CUNA Argues Against Need for NCUSIF Premium in 2017

The Credit Union National Association this week asserted the National Credit Union Administration should wait before instituting a premium to support the National Credit Union Share Insurance Fund.

The regulator has signaled the possibility of a premium ranging from three to six basis points in 2017, which a CUNA white paper characterized as "surprising" given the current and prospective condition of the fund, as well as the agency's past practice.

"There is no good reason for the NCUA to tinker with the National Credit Union Share Insurance Fund," CUNA wrote.

According to Bill Hampel, CUNA's chief policy officer, "Although the normal operating level of the equity ratio of the fund is currently 1.3% of insured shares, NCUA's practice over the past three decades has established a normal operating range of 10 basis points below that level, from 1.2% to 1.3%," he wrote in the white paper. "Under NCUA's base case assumptions, the fund will end 2017 with the fund ratio at 1.25%; under its pessimistic assumptions, at 1.24%. In its 30-year history, the fund has six times ended the year with an equity ratio of 1.25% or lower without charging a premium.

"Premiums have been reserved for cases when the fund would end the year very close to or below the 1.2% level that triggers a premium requirement," Hampel added.

Therefore, Hampel argued, if NCUA follows past practices and policies managing the fund, a premium in 2017 is a "remote possibility," CUNA believes.

Change In Policy?
Hampel said if NCUA does charge a 2017 premium – despite the fact that the fund's equity ratio will be in the middle of the normal operating range – that suggests a "likely change" in future fund management policy, including the likelihood of raising the normal operating level of the fund above 1.3%.

"CUNA believes there is no good reason to tinker with the natural person credit union share insurance fund that has performed so reliably over the entire 30 years of its current form of capitalization, despite turbulent financial markets over that period," the paper reads. "Reforms may well be necessary for the FDIC, which suffered two periods of massive volatility in the bank insurance fund ratio. NCUSIF experienced no similar volatility, so FDIC-like reform of the credit union fund is completely unnecessary.

"Changes to the structure and operation of corporate credit unions since the financial crisis have made them safe and sound partners to natural person credit unions that present negligible risk to the share insurance fund," Hampel added.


About this task ::
Show me every line in the listing that has the word "Verification".

▽

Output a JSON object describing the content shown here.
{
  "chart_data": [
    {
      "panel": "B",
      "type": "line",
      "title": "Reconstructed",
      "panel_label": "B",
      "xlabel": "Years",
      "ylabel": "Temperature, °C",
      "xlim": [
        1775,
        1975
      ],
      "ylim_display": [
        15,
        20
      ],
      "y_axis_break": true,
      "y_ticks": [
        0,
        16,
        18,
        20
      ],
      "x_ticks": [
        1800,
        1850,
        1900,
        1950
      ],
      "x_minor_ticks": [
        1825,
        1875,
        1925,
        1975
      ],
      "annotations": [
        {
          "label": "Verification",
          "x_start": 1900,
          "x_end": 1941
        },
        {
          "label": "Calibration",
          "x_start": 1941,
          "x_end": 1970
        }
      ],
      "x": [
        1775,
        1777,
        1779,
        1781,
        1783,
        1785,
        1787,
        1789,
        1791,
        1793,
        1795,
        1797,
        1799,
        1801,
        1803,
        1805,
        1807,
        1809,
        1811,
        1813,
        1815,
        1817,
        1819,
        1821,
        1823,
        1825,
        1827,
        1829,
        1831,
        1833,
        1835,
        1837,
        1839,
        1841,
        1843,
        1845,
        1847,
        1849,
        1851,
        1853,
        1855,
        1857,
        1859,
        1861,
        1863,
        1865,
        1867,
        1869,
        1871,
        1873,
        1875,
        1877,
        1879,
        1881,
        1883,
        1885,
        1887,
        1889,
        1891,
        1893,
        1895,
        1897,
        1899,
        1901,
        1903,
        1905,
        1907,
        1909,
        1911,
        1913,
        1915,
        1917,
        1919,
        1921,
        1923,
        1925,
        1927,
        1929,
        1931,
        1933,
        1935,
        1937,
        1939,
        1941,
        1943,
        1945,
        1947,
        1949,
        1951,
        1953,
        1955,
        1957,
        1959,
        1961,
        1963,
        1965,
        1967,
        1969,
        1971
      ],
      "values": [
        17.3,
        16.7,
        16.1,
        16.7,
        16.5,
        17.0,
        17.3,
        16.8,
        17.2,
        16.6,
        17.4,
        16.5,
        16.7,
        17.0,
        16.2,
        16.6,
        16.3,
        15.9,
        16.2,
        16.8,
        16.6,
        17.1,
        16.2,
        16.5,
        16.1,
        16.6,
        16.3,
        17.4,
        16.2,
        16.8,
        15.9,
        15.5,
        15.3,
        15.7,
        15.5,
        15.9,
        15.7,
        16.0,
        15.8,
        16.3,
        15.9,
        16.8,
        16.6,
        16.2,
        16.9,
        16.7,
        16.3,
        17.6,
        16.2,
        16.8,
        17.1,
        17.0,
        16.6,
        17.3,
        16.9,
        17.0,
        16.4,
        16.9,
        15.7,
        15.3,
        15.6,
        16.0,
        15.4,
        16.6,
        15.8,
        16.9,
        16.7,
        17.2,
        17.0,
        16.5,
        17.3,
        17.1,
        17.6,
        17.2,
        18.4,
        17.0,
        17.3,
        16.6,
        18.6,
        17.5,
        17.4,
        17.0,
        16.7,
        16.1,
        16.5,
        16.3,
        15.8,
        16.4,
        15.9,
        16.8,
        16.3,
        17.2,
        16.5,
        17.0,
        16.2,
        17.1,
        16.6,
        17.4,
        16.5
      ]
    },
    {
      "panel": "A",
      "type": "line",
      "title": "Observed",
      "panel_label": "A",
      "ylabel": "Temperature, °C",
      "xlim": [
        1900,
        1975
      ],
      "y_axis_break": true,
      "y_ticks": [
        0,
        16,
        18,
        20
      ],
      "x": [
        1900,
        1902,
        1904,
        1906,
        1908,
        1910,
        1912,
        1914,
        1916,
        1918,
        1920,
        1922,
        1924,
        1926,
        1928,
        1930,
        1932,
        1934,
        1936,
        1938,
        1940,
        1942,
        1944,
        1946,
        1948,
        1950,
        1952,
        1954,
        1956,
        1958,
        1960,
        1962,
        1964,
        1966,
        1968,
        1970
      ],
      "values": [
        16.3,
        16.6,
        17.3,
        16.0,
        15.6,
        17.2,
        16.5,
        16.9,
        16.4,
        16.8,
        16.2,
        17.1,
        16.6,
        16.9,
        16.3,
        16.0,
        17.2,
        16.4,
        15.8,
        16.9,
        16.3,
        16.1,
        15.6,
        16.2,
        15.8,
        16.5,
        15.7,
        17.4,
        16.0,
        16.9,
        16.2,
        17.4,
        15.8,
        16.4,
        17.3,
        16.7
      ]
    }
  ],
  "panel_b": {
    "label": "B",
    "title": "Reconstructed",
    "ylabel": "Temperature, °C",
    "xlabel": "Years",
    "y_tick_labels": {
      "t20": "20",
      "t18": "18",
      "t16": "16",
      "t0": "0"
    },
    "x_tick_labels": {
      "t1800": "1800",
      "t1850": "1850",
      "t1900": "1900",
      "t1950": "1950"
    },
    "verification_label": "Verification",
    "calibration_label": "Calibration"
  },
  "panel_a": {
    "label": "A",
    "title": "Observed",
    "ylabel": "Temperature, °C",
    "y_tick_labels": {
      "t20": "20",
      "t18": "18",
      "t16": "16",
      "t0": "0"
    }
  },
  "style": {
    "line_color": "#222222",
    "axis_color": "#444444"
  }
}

△

Exercise result ::
          "label": "Verification",
    "verification_label": "Verification",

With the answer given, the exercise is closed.